Desperate to make the most of it, the next morning they book a picnic tour to a desert island through the hotel desk, and get charged a 40% markup. By the time they get to the island, it is far from deserted, as at least a dozen other tours have already set up camp.


As this is our last port of call in French Polynesia, we need to sign out with the ‘gendarmes’ so we made one excursion ashore to the small town Vaitape. People saying ‘hello’ was the exception rather than the norm, more locals spoke French to each other than Tahitian and the supermarket felt a bit run down.


The owner of the yacht club, a very pleasant guy, had seemed a little paranoid about theft.


“You must park your dinghy here on the pontoon, my staff are always keeping watch. Don’t leave it on the beach.” He’d told us on the first night.


As we were filling in the numerous departure forms at the police station, a Frenchman came in to report the theft of his dinghy. He’d somehow got the paddle stuck so focused on freeing it. By the time he turned around, his dinghy had vanished. He was a little embarrassed.


I get a sense of inequality here we didn’t feel elsewhere in French Polynesia. There are jobs in the hotels but work in the tourism industry is generally poorly paid. The resorts are mostly owned by large hotel chains so the money bleeds back to the hotel headquarters or to some low tax fiscal paradise.
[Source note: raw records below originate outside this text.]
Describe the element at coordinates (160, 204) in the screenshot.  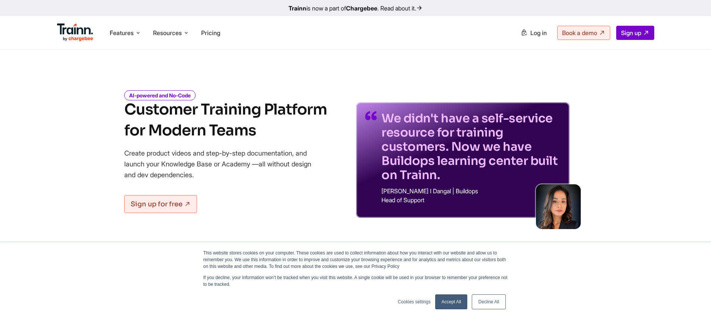
I see `a: Sign up for free` at that location.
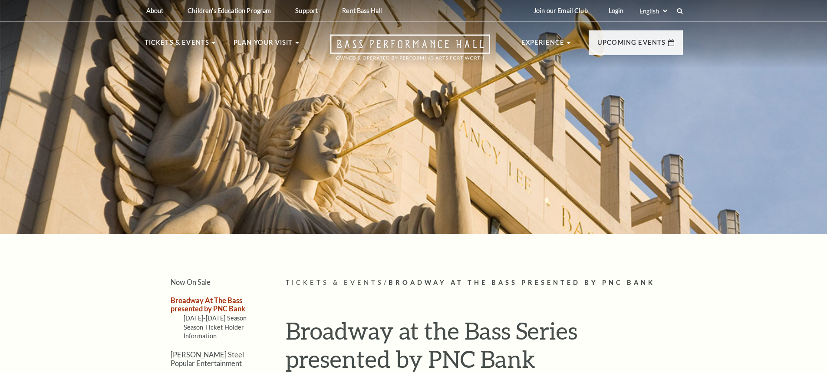 This screenshot has width=827, height=373. I want to click on p: Plan Your Visit, so click(263, 45).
In Huahine, there were few resorts and the tourism infrastructure was locally owned. 


Most Polynesians we met were remarkably uninterested in money or accumulating wealth. They had what they needed, and didn’t crave more. Maybe in Bora Bora the situation is different. 


Bora Bora was the first island to be heavily developed for tourism. The others looked on ... and decided to go a different way.